THE PROBLEM:
Only the lines from the one with "Describe the element" through the last line of the records below belong in your answer, reproduced exactly and with the pictures left out.

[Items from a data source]
::::
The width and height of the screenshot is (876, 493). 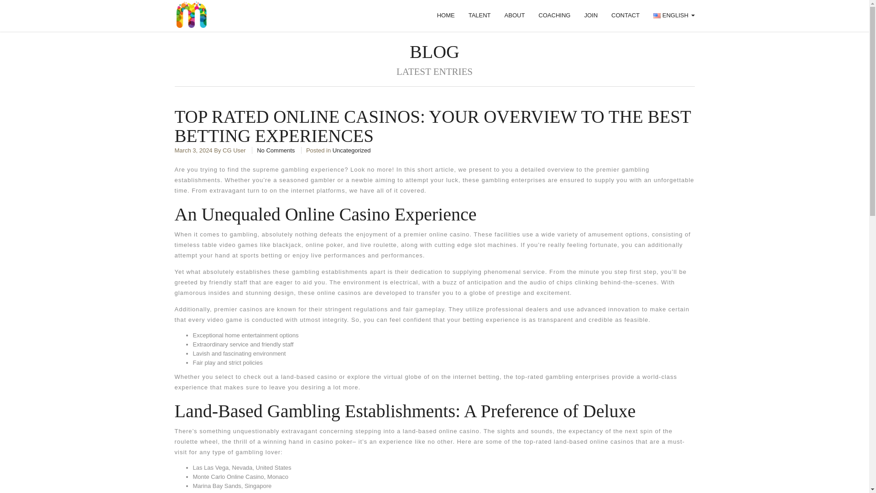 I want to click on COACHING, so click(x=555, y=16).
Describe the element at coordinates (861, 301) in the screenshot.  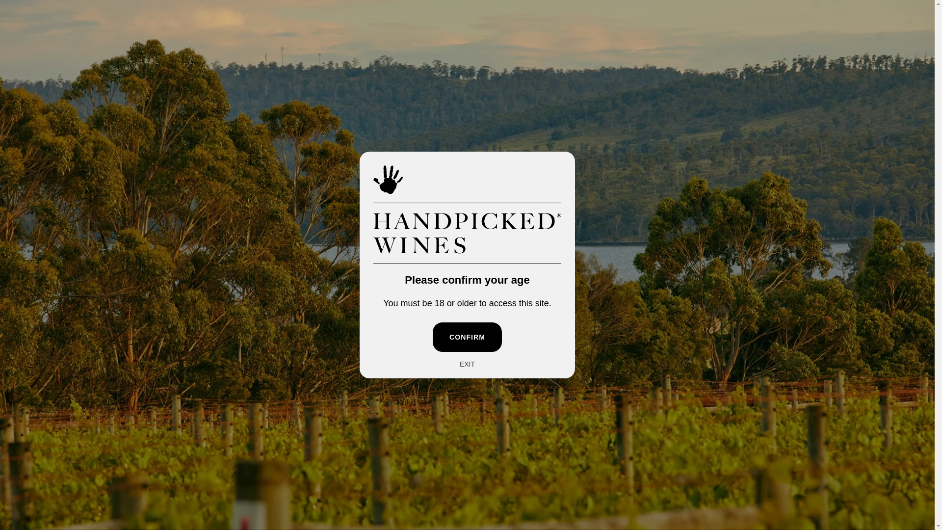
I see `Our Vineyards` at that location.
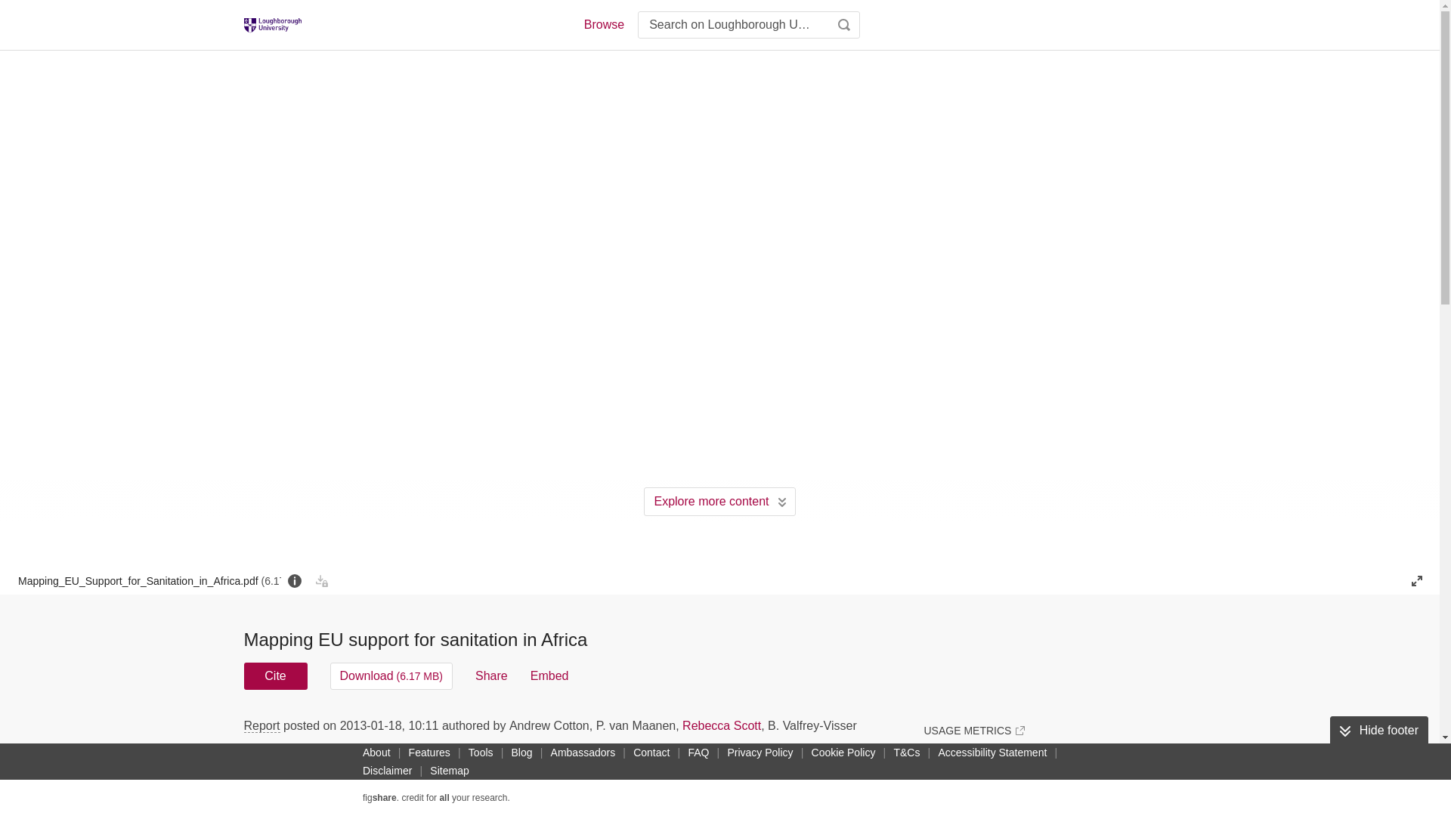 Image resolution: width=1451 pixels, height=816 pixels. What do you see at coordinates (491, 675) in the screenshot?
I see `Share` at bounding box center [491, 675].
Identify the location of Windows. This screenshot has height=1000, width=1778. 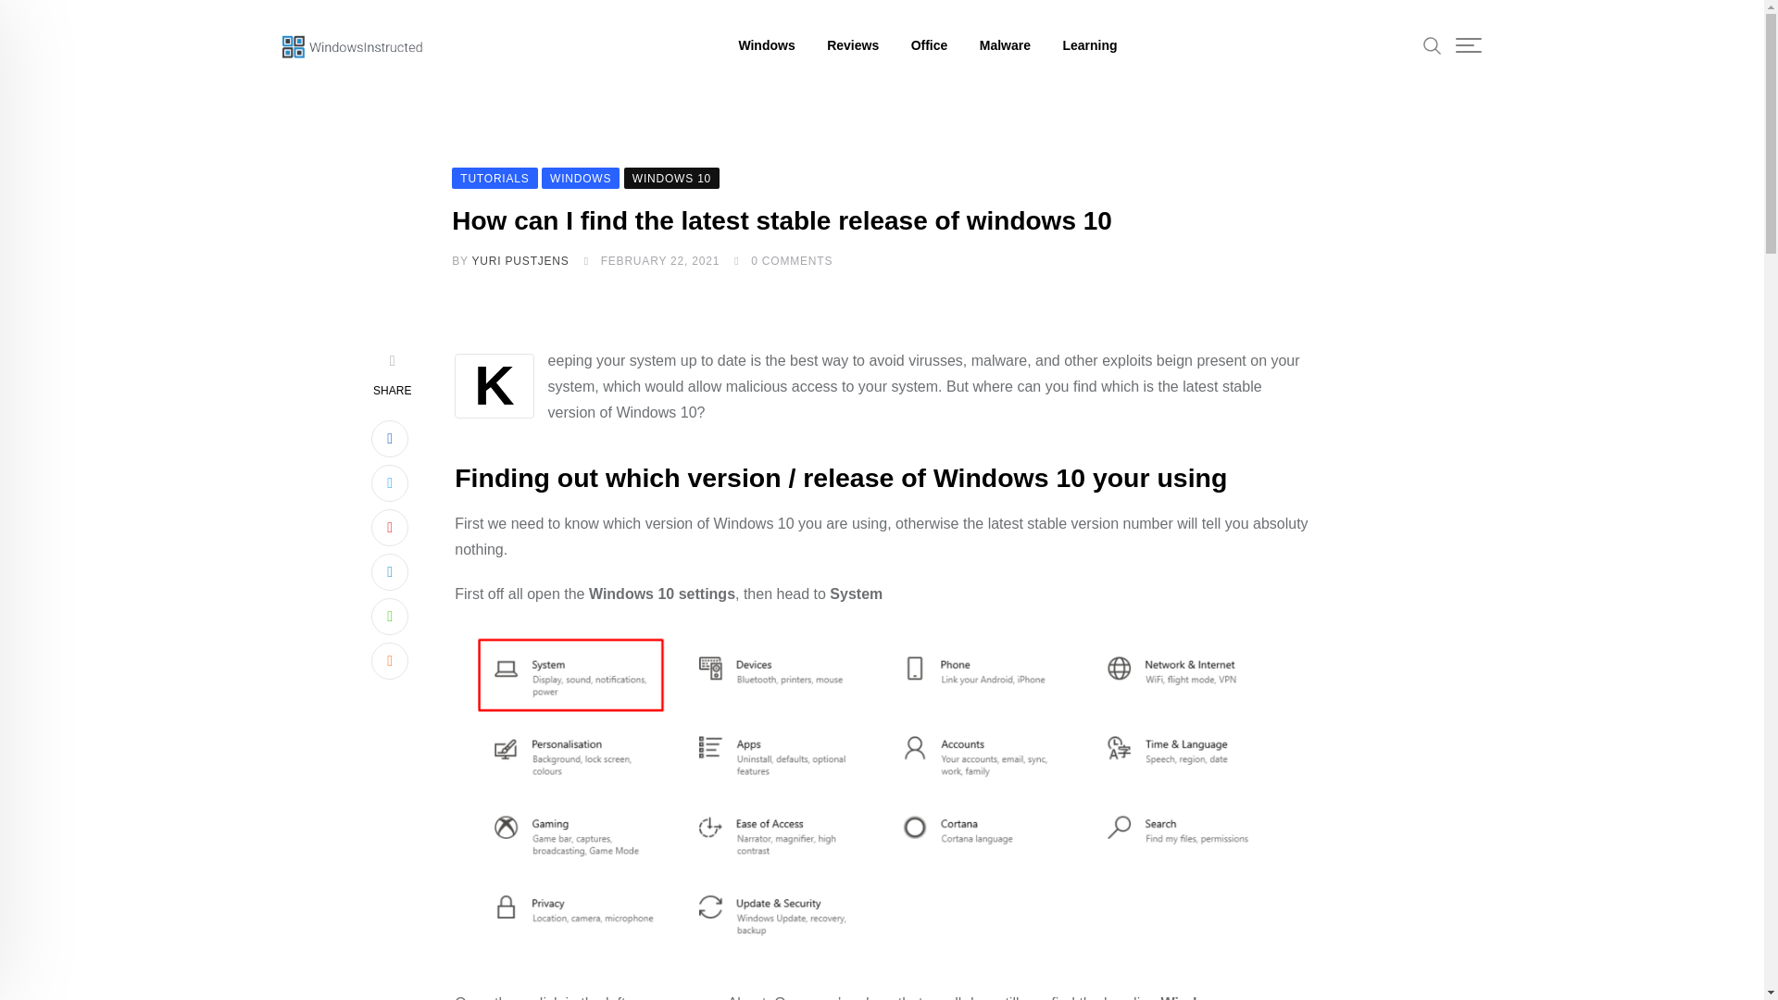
::::
YOUR SOLUTION:
Describe the element at coordinates (861, 301) in the screenshot.  
I see `Our Vineyards` at that location.
 Image resolution: width=1451 pixels, height=816 pixels. What do you see at coordinates (491, 675) in the screenshot?
I see `Share` at bounding box center [491, 675].
Identify the location of Windows. This screenshot has height=1000, width=1778. 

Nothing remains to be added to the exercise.